MetNetComp Database [1] / Minimal gene deletions

Minimal gene deletions for simulation-based growth-coupled production. You can also see maximal gene deletions.


Model : iML1515 [2].
Target metabolite : orot5p_c
List of minimal gene deletion strategies (Download)

Gene deletion strategy (91 of 112: See next) for growth-coupled production (at least stoichioemetrically feasible)
  Gene deletion size : 29
  Gene deletion: b3831 b3614 b0910 b3752 b3926 b2930 b4232 b3697 b3925 b4152 b2779 b2781 b1612 b1611 b4122 b1759 b3946 b0825 b0411 b4138 b4123 b0621 b2913 b4381 b3918 b1206 b2285 b3893 b1474   (List of alternative genes)
  Computed by: RandTrimGdel [1] (Step 1, Step 2)

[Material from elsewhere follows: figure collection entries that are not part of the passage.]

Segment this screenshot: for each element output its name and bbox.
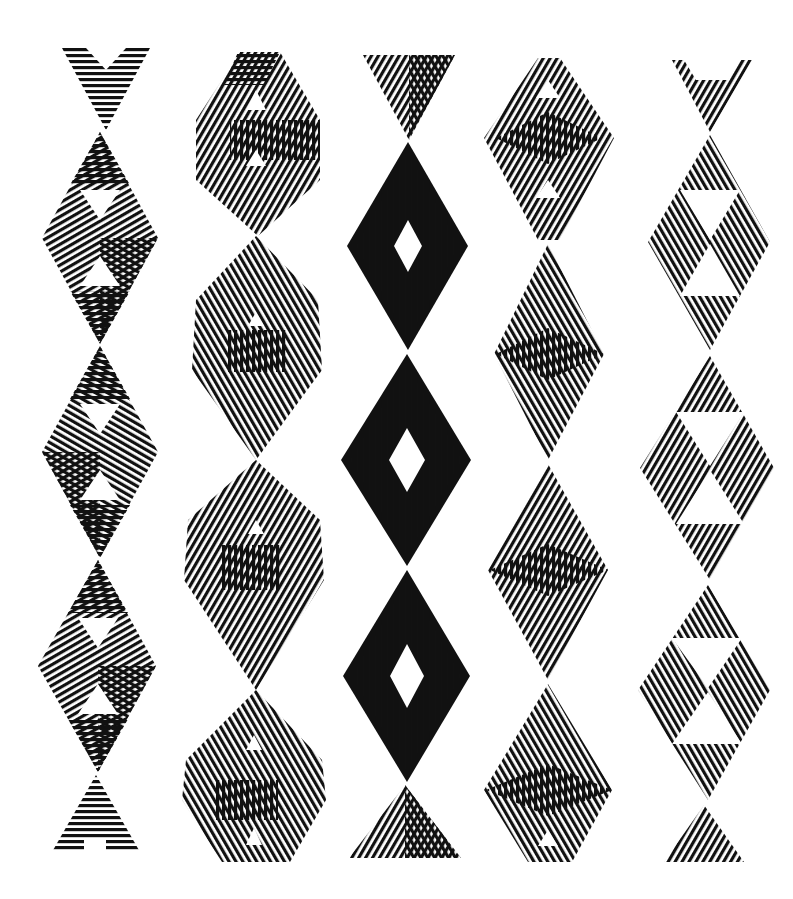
op-art-canvas [0,0,793,899]
column-5-split-diamonds [638,60,774,862]
column-3-concentric-diamonds [341,55,471,858]
column-4-crossed-lenses [484,58,614,862]
column-1-hexagram-triangles [38,48,158,852]
column-2-twisted-bands [182,52,326,862]
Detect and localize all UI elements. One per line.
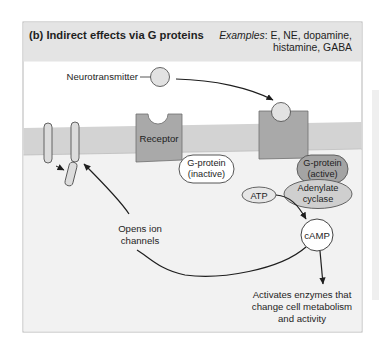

When growth rate is maximized,
  Growth Rate : 0.415785 (mmol/gDw/h)
  Minimum Production Rate : 0.219595 (mmol/gDw/h)

Substrate: (mmol/gDw/h)
  EX_fe2_e : 1000.000000
  EX_h_e : 990.648105
  EX_o2_e : 280.995617
  EX_glc__D_e : 10.000000
  EX_nh4_e : 5.080150
  EX_pi_e : 0.620664
  EX_so4_e : 0.104703
  EX_k_e : 0.081158
  EX_mg2_e : 0.003607
  EX_ca2_e : 0.002164
  EX_cl_e : 0.002164
  EX_cu2_e : 0.000295
  EX_mn2_e : 0.000287
  EX_zn2_e : 0.000142
  EX_ni2_e : 0.000134
  EX_cobalt2_e : 0.000010

Product: (mmol/gDw/h)
  EX_fe3_e : 999.993322
  EX_h2o_e : 544.548941
  EX_co2_e : 31.005917
  EX_ac_e : 3.848362
  EX_succ_e : 0.433577
  Auxiliary production reaction : 0.219595
  EX_ura_e : 0.075258
  DM_5drib_c : 0.000094
  DM_4crsol_c : 0.000093

Visualization
  1. Download JSON file.
  2. Go to Escher site [3].
  3. Select "Data > Load reaction data" and apply the downloaded file.

References
[1] Tamura, T. MetNetComp: Database for minimal and maximal gene deletion strategies for growth-coupled production of genome-scale metabolic networks, IEEE/ACM Transactions on Computational Biology and Bioinformatics, in press.
[2] Norsigian, C. J., Pusarla, N., McConn, J. L., Yurkovich, J. T., Dräger, A., Palsson, B. O., & King, Z. (2020). BiGG Models 2020: multi-strain genome-scale models and expansion across the phylogenetic tree. Nucleic acids research, 48(D1), D402-D406.
[3] King, Z. A., Dräger, A., Ebrahim, A., Sonnenschein, N., Lewis, N. E., & Palsson, B. O. (2015). Escher: a web application for building, sharing, and embedding data-rich visualizations of biological pathways. PLoS computational biology, 11(8), e1004321.